I don’t think AI in the long run will be comparable to events like the industrial revolution (or anything, historically) because AI will be less tool like and more agent like in my view. That is not a situation that draws any historical precedent. A famous investor, Ray Dalio made a point something along the lines that recessions, bubbles etc (but really any rare-ish economic event) are incredibly hard to model because the length of time the economic system has existed is actually relatively short so we don’t have that large a sample size. That point can be extrapolated across to this situation almost exactly. Technological revolutions are incredibly rare and we do not have enough of them to find two that are very similar.

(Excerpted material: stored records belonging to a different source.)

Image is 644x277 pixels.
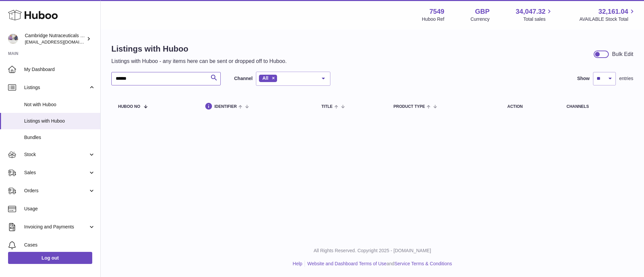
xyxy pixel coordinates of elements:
[394,104,425,109] span: Product Type
[475,7,489,16] strong: GBP
[507,104,553,109] div: action
[307,261,386,266] a: Website and Dashboard Terms of Use
[516,7,546,16] span: 34,047.32
[24,188,88,194] span: Orders
[111,44,287,54] h1: Listings with Huboo
[24,84,88,91] span: Listings
[598,7,628,16] span: 32,161.04
[24,101,95,108] span: Not with Huboo
[24,224,88,230] span: Invoicing and Payments
[8,252,92,264] a: Log out
[612,50,633,58] div: Bulk Edit
[8,34,18,44] img: internalAdmin-7549@internal.huboo.com
[24,134,95,140] span: Bundles
[24,242,95,248] span: Cases
[422,16,444,23] div: Huboo Ref
[470,16,490,23] div: Currency
[24,152,88,158] span: Stock
[516,7,553,23] a: 34,047.32 Total sales
[118,104,141,109] span: Huboo no
[579,16,636,23] span: AVAILABLE Stock Total
[429,7,444,16] strong: 7549
[24,170,88,176] span: Sales
[25,32,85,45] div: Cambridge Nutraceuticals Ltd
[24,206,95,212] span: Usage
[24,66,95,73] span: My Dashboard
[106,248,639,254] p: All Rights Reserved. Copyright 2025 - [DOMAIN_NAME]
[111,58,287,65] p: Listings with Huboo - any items here can be sent or dropped off to Huboo.
[567,104,627,109] div: channels
[579,7,636,23] a: 32,161.04 AVAILABLE Stock Total
[262,75,268,81] span: All
[293,261,303,266] a: Help
[214,104,237,109] span: identifier
[523,16,553,23] span: Total sales
[395,261,452,266] a: Service Terms & Conditions
[322,104,332,109] span: title
[24,118,95,125] span: Listings with Huboo
[234,75,252,82] label: Channel
[619,75,633,82] span: entries
[305,260,452,267] li: and
[25,39,98,44] span: [EMAIL_ADDRESS][DOMAIN_NAME]
[577,75,590,82] label: Show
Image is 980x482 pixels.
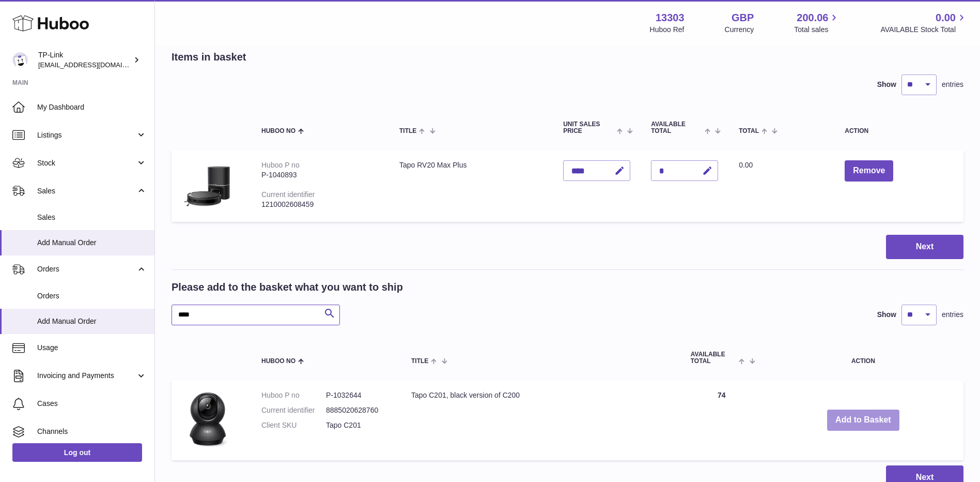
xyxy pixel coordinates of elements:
span: Title [411,358,429,364]
dt: Current identifier [261,405,326,415]
label: Show [878,80,897,90]
span: My Dashboard [37,102,147,112]
td: Tapo RV20 Max Plus [389,150,553,221]
img: gaby.chen@tp-link.com [13,52,28,68]
span: 0.00 [936,11,956,25]
span: Add Manual Order [37,238,147,248]
a: Log out [13,443,142,462]
span: AVAILABLE Total [691,351,737,364]
div: Huboo Ref [650,25,685,35]
span: Channels [37,426,147,436]
span: entries [942,310,964,319]
img: Tapo C201, black version of C200 [182,391,233,447]
h2: Items in basket [172,50,247,64]
dd: Tapo C201 [326,421,390,430]
div: Action [845,128,953,134]
dt: Client SKU [261,421,326,430]
a: 0.00 AVAILABLE Stock Total [880,11,968,35]
td: 74 [680,380,763,460]
span: Sales [37,212,147,222]
span: [EMAIL_ADDRESS][DOMAIN_NAME] [38,60,152,69]
span: Title [399,128,417,134]
button: Add to Basket [827,410,900,431]
span: AVAILABLE Total [651,121,702,134]
strong: GBP [731,11,754,25]
span: Huboo no [261,358,295,364]
dd: P-1032644 [326,391,390,400]
span: Unit Sales Price [563,121,614,134]
span: Orders [37,291,147,301]
span: Orders [37,264,136,274]
span: Total sales [794,25,840,35]
dd: 8885020628760 [326,405,390,415]
img: Tapo RV20 Max Plus [182,160,233,209]
td: Tapo C201, black version of C200 [401,380,680,460]
span: Add Manual Order [37,316,147,327]
span: Invoicing and Payments [37,370,136,380]
button: Next [886,235,964,259]
button: Remove [845,160,893,181]
label: Show [878,310,897,319]
div: Currency [725,25,754,35]
div: P-1040893 [261,170,378,180]
th: Action [763,340,964,375]
strong: 13303 [655,11,685,25]
dt: Huboo P no [261,391,326,400]
span: 0.00 [739,161,753,169]
a: 200.06 Total sales [794,11,840,35]
span: Usage [37,343,147,352]
div: 1210002608459 [261,199,378,209]
span: Listings [37,130,136,140]
div: Huboo P no [261,161,300,169]
span: Cases [37,399,147,409]
span: entries [942,80,964,90]
span: Huboo no [261,128,295,134]
span: AVAILABLE Stock Total [880,25,968,35]
span: Sales [37,186,136,196]
h2: Please add to the basket what you want to ship [172,280,403,295]
div: TP-Link [38,50,132,70]
div: Current identifier [261,190,315,198]
span: Stock [37,158,136,168]
span: Total [739,128,759,134]
span: 200.06 [797,11,828,25]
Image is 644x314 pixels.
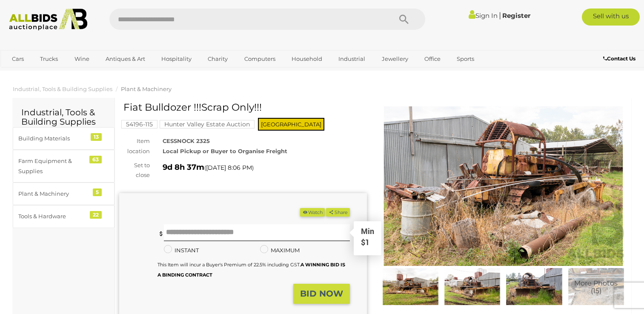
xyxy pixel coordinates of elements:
[300,288,343,299] strong: BID NOW
[326,208,349,216] button: Share
[419,52,446,66] a: Office
[69,52,95,66] a: Wine
[89,156,102,163] div: 63
[333,52,370,66] a: Industrial
[162,162,204,172] strong: 9d 8h 37m
[300,208,325,216] button: Watch
[156,52,197,66] a: Hospitality
[260,245,300,255] label: MAXIMUM
[502,12,530,19] a: Register
[382,268,439,305] img: Fiat Bulldozer !!!Scrap Only!!!
[574,280,618,295] span: More Photos (15)
[383,9,425,30] button: Search
[603,54,637,64] a: Contact Us
[7,52,29,66] a: Cars
[35,52,64,66] a: Trucks
[603,55,635,62] b: Contact Us
[376,52,414,66] a: Jewellery
[21,107,106,127] h2: Industrial, Tools & Building Supplies
[121,85,171,93] a: Plant & Machinery
[113,160,157,181] div: Set to close
[124,102,365,113] h1: Fiat Bulldozer !!!Scrap Only!!!
[499,11,501,20] span: |
[91,133,102,141] div: 13
[452,52,480,66] a: Sports
[300,208,325,216] li: Watch this item
[568,268,625,305] img: Fiat Bulldozer !!!Scrap Only!!!
[113,136,157,157] div: Item location
[202,52,233,66] a: Charity
[204,164,253,171] span: ( )
[13,128,114,150] a: Building Materials 13
[100,52,151,66] a: Antiques & Art
[469,12,498,19] a: Sign In
[582,9,640,25] a: Sell with us
[158,262,345,277] small: This Item will incur a Buyer's Premium of 22.5% including GST.
[380,106,628,266] img: Fiat Bulldozer !!!Scrap Only!!!
[7,66,78,80] a: [GEOGRAPHIC_DATA]
[568,268,625,305] a: More Photos(15)
[160,121,254,128] a: Hunter Valley Estate Auction
[286,52,328,66] a: Household
[18,212,89,221] div: Tools & Hardware
[258,118,324,130] span: [GEOGRAPHIC_DATA]
[121,121,158,128] a: 54196-115
[90,211,102,218] div: 22
[444,268,501,305] img: Fiat Bulldozer !!!Scrap Only!!!
[163,245,199,255] label: INSTANT
[355,226,381,254] div: Min $1
[13,205,114,228] a: Tools & Hardware 22
[506,268,563,305] img: Fiat Bulldozer !!!Scrap Only!!!
[18,188,89,199] div: Plant & Machinery
[13,150,114,183] a: Farm Equipment & Supplies 63
[18,157,89,176] div: Farm Equipment & Supplies
[162,137,210,144] strong: CESSNOCK 2325
[158,262,345,277] b: A WINNING BID IS A BINDING CONTRACT
[162,148,287,155] strong: Local Pickup or Buyer to Organise Freight
[160,120,254,128] mark: Hunter Valley Estate Auction
[121,120,158,128] mark: 54196-115
[239,52,281,66] a: Computers
[13,183,114,205] a: Plant & Machinery 5
[5,9,92,31] img: Allbids.com.au
[93,188,102,196] div: 5
[206,163,252,171] span: [DATE] 8:06 PM
[18,133,89,143] div: Building Materials
[13,85,112,93] a: Industrial, Tools & Building Supplies
[293,284,350,303] button: BID NOW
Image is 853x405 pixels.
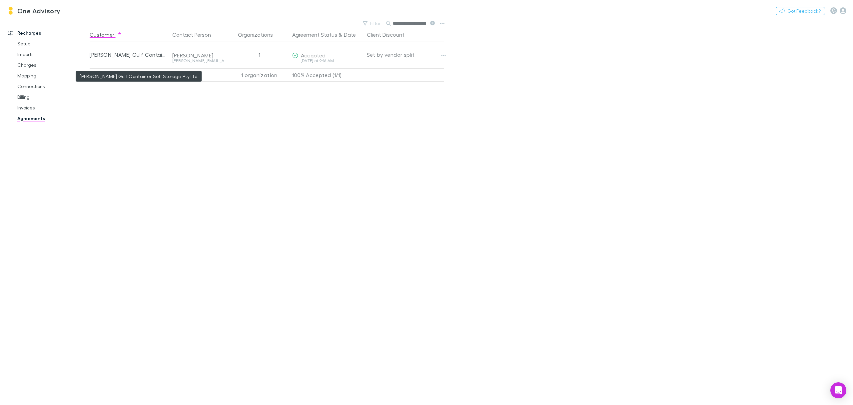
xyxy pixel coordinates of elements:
[11,113,95,124] a: Agreements
[11,38,95,49] a: Setup
[344,28,356,41] button: Date
[230,68,290,82] div: 1 organization
[367,41,444,68] div: Set by vendor split
[17,7,61,15] h3: One Advisory
[230,41,290,68] div: 1
[172,52,227,59] div: [PERSON_NAME]
[776,7,825,15] button: Got Feedback?
[292,59,362,63] div: [DATE] at 9:16 AM
[367,28,413,41] button: Client Discount
[90,68,170,82] div: 1 customer
[3,3,65,19] a: One Advisory
[831,382,847,398] div: Open Intercom Messenger
[172,59,227,63] div: [PERSON_NAME][EMAIL_ADDRESS][DOMAIN_NAME]
[172,28,219,41] button: Contact Person
[11,81,95,92] a: Connections
[1,28,95,38] a: Recharges
[292,69,362,81] p: 100% Accepted (1/1)
[238,28,281,41] button: Organizations
[11,70,95,81] a: Mapping
[11,102,95,113] a: Invoices
[11,49,95,60] a: Imports
[90,41,167,68] div: [PERSON_NAME] Gulf Container Self Storage Pty Ltd
[301,52,326,58] span: Accepted
[90,28,122,41] button: Customer
[292,28,362,41] div: &
[11,60,95,70] a: Charges
[360,19,385,27] button: Filter
[292,28,337,41] button: Agreement Status
[11,92,95,102] a: Billing
[7,7,15,15] img: One Advisory's Logo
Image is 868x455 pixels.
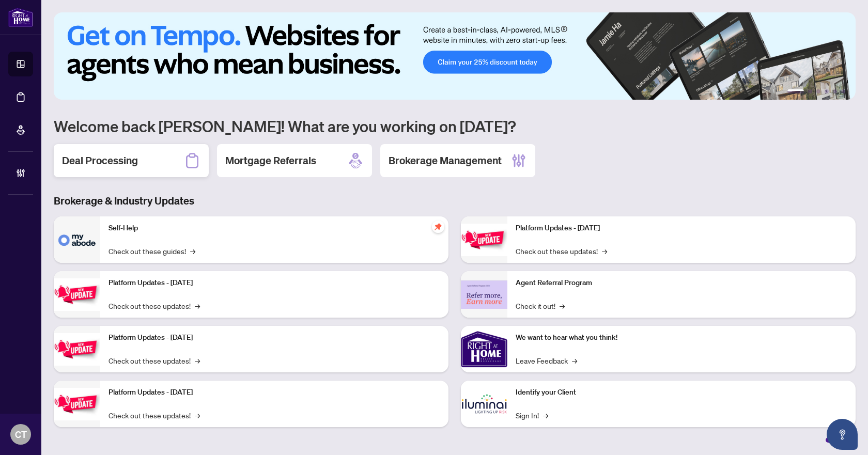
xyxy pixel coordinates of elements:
button: 6 [841,89,845,94]
span: → [195,300,200,312]
p: Platform Updates - [DATE] [108,277,440,289]
a: Check out these updates!→ [108,355,200,366]
img: Identify your Client [461,381,507,427]
p: Agent Referral Program [515,277,847,289]
a: Check out these updates!→ [108,300,200,312]
img: Agent Referral Program [461,280,507,309]
p: We want to hear what you think! [515,332,847,344]
img: Platform Updates - July 21, 2025 [54,333,100,366]
span: CT [15,427,27,442]
h1: Welcome back [PERSON_NAME]! What are you working on [DATE]? [54,116,856,136]
button: 5 [833,89,837,94]
button: Open asap [827,419,857,450]
a: Leave Feedback→ [515,355,577,366]
span: → [195,355,200,366]
span: → [602,245,607,257]
a: Check it out!→ [515,300,565,312]
h2: Deal Processing [62,153,138,168]
img: Platform Updates - July 8, 2025 [54,388,100,421]
p: Platform Updates - [DATE] [108,387,440,398]
span: pushpin [432,220,444,233]
h3: Brokerage & Industry Updates [54,194,856,208]
img: logo [8,8,33,27]
img: We want to hear what you think! [461,326,507,373]
button: 1 [787,89,804,94]
a: Sign In!→ [515,409,548,421]
span: → [559,300,565,312]
span: → [572,355,577,366]
button: 3 [816,89,821,94]
p: Identify your Client [515,387,847,398]
button: 2 [808,89,812,94]
h2: Mortgage Referrals [225,153,316,168]
img: Slide 0 [54,12,856,100]
img: Self-Help [54,216,100,263]
p: Self-Help [108,223,440,234]
p: Platform Updates - [DATE] [515,223,847,234]
img: Platform Updates - June 23, 2025 [461,224,507,256]
span: → [195,409,200,421]
p: Platform Updates - [DATE] [108,332,440,344]
button: 4 [825,89,829,94]
a: Check out these updates!→ [515,245,607,257]
a: Check out these guides!→ [108,245,196,257]
h2: Brokerage Management [389,153,502,168]
span: → [190,245,196,257]
img: Platform Updates - September 16, 2025 [54,278,100,311]
a: Check out these updates!→ [108,409,200,421]
span: → [543,409,548,421]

I don’t think AI is going to be like anything that came before and I don’t see why the economic system would be durable towards shocks like it.
it’s not clear to me that this distinction is real, or would matter even if it is real. from my perspective, looking up, i am an agent within the company i work within. from the employer’s perspective, looking down, i am a tool to drive revenue. this relation exists all the way up through to the C-suite, and then the hedge funds and retirement fund managers, and back around to the employees who own those funds. in our capitalist system of ownership every agent is also someone else’s tool.
our economic systems have weathered all these events. if your point is that AI is of the same class as bubbles/recessions, then shouldn’t the takeaway be that our economic systems can handle it — just expecting it to be as painful as any other economic swing?
i suppose i probably just don’t understand what you mean when you speak of “rethinking” the economic system. that sounds like a revolutionary change, whereas for the dominant economic systems today, looking back i can trace what is more of an evolutionary path from the dawn of cities/trade up to the present day. the only time i can say we’ve “rethought” our economic system is when various countries tried to pivot from their established distributed system to a centrally managed system of production more or less “overnight”.